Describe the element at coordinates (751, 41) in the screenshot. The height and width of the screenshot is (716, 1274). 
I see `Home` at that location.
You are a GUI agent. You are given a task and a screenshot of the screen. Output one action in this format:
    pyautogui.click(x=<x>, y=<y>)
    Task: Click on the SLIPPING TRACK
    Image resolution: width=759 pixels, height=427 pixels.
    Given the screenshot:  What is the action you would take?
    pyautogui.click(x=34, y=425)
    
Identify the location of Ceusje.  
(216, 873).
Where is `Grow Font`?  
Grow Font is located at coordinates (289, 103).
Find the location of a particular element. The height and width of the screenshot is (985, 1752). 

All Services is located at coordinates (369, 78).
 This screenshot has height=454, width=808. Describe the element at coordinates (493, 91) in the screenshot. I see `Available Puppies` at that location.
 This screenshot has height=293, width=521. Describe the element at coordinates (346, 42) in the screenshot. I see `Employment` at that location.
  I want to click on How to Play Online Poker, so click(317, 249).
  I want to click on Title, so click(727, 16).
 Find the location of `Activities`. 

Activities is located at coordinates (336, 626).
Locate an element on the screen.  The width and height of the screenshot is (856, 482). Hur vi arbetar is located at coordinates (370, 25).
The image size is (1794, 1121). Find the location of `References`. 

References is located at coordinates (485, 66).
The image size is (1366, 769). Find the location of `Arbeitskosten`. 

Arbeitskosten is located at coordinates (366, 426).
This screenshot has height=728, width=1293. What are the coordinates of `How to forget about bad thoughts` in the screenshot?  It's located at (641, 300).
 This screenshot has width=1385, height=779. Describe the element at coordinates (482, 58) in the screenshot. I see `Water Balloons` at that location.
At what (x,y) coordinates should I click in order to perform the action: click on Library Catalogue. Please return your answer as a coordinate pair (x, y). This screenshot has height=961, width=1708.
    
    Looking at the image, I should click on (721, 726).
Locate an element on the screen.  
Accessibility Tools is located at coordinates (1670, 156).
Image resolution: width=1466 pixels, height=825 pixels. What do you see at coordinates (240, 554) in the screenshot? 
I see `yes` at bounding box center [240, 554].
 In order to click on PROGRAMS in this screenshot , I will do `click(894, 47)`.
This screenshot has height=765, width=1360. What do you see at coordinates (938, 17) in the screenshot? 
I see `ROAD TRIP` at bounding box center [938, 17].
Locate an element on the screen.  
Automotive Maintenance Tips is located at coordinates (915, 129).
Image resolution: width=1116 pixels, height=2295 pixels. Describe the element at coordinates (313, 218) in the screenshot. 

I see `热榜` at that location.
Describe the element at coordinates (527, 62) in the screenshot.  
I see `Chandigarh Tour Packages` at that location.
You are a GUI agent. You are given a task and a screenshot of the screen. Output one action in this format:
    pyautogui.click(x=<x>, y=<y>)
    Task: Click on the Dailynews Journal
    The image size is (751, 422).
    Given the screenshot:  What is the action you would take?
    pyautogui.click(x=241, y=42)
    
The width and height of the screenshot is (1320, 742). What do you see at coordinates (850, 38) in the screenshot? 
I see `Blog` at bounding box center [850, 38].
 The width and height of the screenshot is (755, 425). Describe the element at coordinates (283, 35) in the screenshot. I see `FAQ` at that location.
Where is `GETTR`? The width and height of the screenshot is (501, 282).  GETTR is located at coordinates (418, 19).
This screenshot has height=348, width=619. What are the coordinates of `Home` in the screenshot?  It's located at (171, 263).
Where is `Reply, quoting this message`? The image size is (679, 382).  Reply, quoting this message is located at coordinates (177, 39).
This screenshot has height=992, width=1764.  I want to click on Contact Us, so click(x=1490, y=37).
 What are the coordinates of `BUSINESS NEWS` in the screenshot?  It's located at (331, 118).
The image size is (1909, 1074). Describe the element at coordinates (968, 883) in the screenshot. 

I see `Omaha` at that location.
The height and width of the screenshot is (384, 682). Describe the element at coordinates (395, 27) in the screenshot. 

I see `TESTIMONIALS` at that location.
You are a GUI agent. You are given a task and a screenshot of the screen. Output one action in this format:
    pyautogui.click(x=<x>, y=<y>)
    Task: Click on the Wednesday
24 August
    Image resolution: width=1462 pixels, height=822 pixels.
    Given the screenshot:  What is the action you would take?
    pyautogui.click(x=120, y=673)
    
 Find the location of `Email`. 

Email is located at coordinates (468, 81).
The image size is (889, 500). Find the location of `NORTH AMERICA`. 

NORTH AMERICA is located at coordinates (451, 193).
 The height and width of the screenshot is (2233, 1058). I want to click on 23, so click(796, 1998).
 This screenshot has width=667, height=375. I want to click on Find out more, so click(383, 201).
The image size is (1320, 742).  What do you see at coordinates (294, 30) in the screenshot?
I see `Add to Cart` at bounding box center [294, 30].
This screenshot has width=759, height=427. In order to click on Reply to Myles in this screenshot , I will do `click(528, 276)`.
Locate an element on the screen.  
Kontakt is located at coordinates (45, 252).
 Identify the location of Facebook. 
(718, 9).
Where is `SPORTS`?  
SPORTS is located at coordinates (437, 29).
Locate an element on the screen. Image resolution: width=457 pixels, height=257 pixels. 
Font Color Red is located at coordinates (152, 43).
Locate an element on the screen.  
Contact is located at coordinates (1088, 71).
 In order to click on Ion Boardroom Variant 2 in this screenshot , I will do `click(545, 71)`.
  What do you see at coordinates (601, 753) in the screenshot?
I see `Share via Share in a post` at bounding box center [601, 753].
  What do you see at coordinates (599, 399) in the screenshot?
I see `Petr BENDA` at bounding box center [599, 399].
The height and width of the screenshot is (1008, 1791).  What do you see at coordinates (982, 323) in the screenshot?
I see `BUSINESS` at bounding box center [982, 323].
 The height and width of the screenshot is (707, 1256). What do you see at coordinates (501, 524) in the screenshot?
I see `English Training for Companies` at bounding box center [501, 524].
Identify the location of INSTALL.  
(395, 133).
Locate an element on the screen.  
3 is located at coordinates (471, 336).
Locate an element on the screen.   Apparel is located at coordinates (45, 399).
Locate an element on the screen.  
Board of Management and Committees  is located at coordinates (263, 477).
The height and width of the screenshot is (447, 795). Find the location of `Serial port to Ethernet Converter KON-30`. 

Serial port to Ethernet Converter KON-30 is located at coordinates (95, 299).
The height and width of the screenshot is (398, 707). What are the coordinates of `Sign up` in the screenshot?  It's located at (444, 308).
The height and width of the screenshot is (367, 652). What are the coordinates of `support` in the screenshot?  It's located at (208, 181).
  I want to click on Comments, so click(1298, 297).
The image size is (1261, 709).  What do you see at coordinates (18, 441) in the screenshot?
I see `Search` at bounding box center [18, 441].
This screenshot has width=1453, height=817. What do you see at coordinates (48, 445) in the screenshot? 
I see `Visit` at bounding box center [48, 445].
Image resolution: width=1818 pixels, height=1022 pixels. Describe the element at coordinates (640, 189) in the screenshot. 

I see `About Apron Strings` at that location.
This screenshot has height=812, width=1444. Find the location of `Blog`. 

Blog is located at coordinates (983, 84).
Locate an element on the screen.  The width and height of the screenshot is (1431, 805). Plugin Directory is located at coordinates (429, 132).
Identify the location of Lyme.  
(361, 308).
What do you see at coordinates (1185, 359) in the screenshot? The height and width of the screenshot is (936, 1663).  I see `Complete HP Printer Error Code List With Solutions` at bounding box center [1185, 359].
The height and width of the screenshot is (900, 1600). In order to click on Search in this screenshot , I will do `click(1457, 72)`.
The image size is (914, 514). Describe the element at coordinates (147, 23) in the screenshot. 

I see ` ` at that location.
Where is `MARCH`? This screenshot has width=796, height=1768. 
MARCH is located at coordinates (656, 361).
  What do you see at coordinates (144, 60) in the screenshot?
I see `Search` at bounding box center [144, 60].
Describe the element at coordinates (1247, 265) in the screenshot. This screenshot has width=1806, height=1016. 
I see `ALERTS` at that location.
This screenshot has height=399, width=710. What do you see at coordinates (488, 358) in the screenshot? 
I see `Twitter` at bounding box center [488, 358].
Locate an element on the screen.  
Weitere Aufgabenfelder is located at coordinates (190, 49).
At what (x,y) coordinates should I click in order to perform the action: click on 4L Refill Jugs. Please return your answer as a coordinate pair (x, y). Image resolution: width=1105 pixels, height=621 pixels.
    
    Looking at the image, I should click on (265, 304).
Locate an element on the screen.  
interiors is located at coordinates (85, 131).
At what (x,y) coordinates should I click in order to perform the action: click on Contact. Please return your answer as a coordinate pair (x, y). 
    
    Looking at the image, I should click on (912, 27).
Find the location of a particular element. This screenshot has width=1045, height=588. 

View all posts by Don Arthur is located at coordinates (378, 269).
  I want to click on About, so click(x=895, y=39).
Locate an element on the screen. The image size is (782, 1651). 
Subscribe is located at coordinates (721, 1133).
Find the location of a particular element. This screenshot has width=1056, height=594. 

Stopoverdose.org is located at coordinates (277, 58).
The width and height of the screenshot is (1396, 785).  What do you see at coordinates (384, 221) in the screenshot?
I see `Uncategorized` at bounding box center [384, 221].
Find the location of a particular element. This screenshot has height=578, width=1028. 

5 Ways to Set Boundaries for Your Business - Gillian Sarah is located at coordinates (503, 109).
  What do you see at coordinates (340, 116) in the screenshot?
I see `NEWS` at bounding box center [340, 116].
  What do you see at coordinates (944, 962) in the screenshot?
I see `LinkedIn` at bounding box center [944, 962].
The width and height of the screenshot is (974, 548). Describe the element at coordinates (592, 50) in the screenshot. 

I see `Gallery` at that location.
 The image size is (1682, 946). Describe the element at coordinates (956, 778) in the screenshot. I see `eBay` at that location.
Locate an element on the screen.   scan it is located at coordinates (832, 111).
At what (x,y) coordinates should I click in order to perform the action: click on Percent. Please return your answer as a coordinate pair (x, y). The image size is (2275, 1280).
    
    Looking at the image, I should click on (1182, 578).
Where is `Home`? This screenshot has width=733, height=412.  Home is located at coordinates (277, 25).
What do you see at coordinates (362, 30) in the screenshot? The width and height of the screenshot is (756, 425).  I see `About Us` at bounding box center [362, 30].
────────────────────
Only the lines from the one that contains "The width and height of the screenshot is (1396, 785)." to the end of the entries above should be given again, exactly and in full.

The width and height of the screenshot is (1396, 785).  What do you see at coordinates (384, 221) in the screenshot?
I see `Uncategorized` at bounding box center [384, 221].
Find the location of a particular element. This screenshot has height=578, width=1028. 

5 Ways to Set Boundaries for Your Business - Gillian Sarah is located at coordinates (503, 109).
  What do you see at coordinates (340, 116) in the screenshot?
I see `NEWS` at bounding box center [340, 116].
  What do you see at coordinates (944, 962) in the screenshot?
I see `LinkedIn` at bounding box center [944, 962].
The width and height of the screenshot is (974, 548). Describe the element at coordinates (592, 50) in the screenshot. 

I see `Gallery` at that location.
 The image size is (1682, 946). Describe the element at coordinates (956, 778) in the screenshot. I see `eBay` at that location.
Locate an element on the screen.   scan it is located at coordinates (832, 111).
At what (x,y) coordinates should I click in order to perform the action: click on Percent. Please return your answer as a coordinate pair (x, y). The image size is (2275, 1280).
    
    Looking at the image, I should click on (1182, 578).
Where is `Home`? This screenshot has width=733, height=412.  Home is located at coordinates (277, 25).
What do you see at coordinates (362, 30) in the screenshot? The width and height of the screenshot is (756, 425).  I see `About Us` at bounding box center [362, 30].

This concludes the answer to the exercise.